Near instant Dai withdrawals from the Ethereum scaling solution will be introduced later this year
With the average Ethereum transaction fee hitting an all time high last month of almost $40, there has been a lot of enthusiasm lately for layer 2 solutions that will increase Ethereum’s throughput, decrease its latency and greatly reduce gas fees.
One such solution is the Optimistic Virtual Machine (OVM) – a virtual machine developed by Public Benefit Corporation Optimism which uses rollups to support layer 2 protocols. Rollups are a scaling technique that move computation off-chain but keep some transaction data on-chain in a compressed form, and Ethereum founder Vitalik Buterin previously suggested that “the Ethereum ecosystem is likely to be all-in on rollups…” in the future.
Optimism’s mainnet launch is expected later this month, but it still faces the unsolved problem of withdrawal times.
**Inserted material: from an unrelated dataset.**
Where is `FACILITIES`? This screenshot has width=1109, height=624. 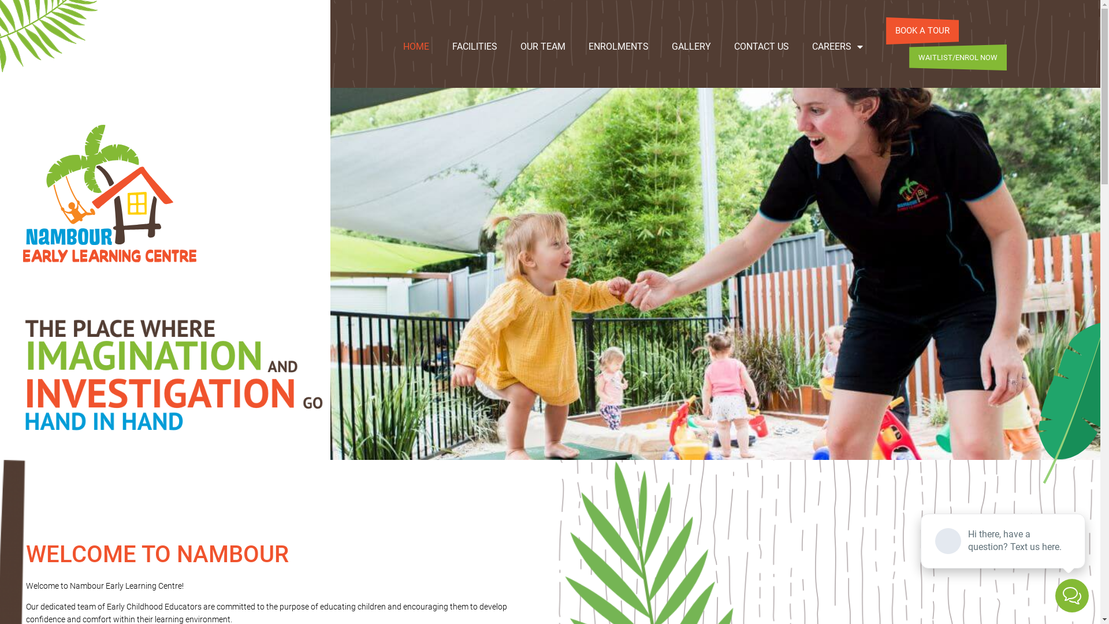 FACILITIES is located at coordinates (475, 47).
Although transferring tokens from layer 1 to layer 2 will be almost instant, transfers in the opposite direction will require a one week wait to allow for potential fraud proofs.
However, the MakerDAO community will be tackling this issue with the launch of the Optimism Dai Bridge, according to a post yesterday by Sam MacPherson from MakerDAO’s Smart Contracts Team. The bridge will allow layer 1 Dai to be locked up in order to mint layer 2 Dai, which can then be burned in exchange for near instant access to layer 1 Dai.
MacPherson said of the bridge: “This is a game changer not only for the Maker protocol, but the Ethereum ecosystem at large as we can finally offer a fast, trustless, decentralized off-ramp for optimistic rollups.”
Maker believes its liquidity, trustless nature and lack of counterparties that raise fees make it ideally suited to become the primary off ramp for Optimism, and its solution can be expanded to offer fast layer 2 to layer 1 swaps on any other token by routing the transaction through the Optimism Dai Bridge.
The Optimism Dai Bridge will be launched with the standard one week withdrawal times in the near future, with the introduction of the near-instant withdrawals anticipated in Q3 or Q4 of 2021.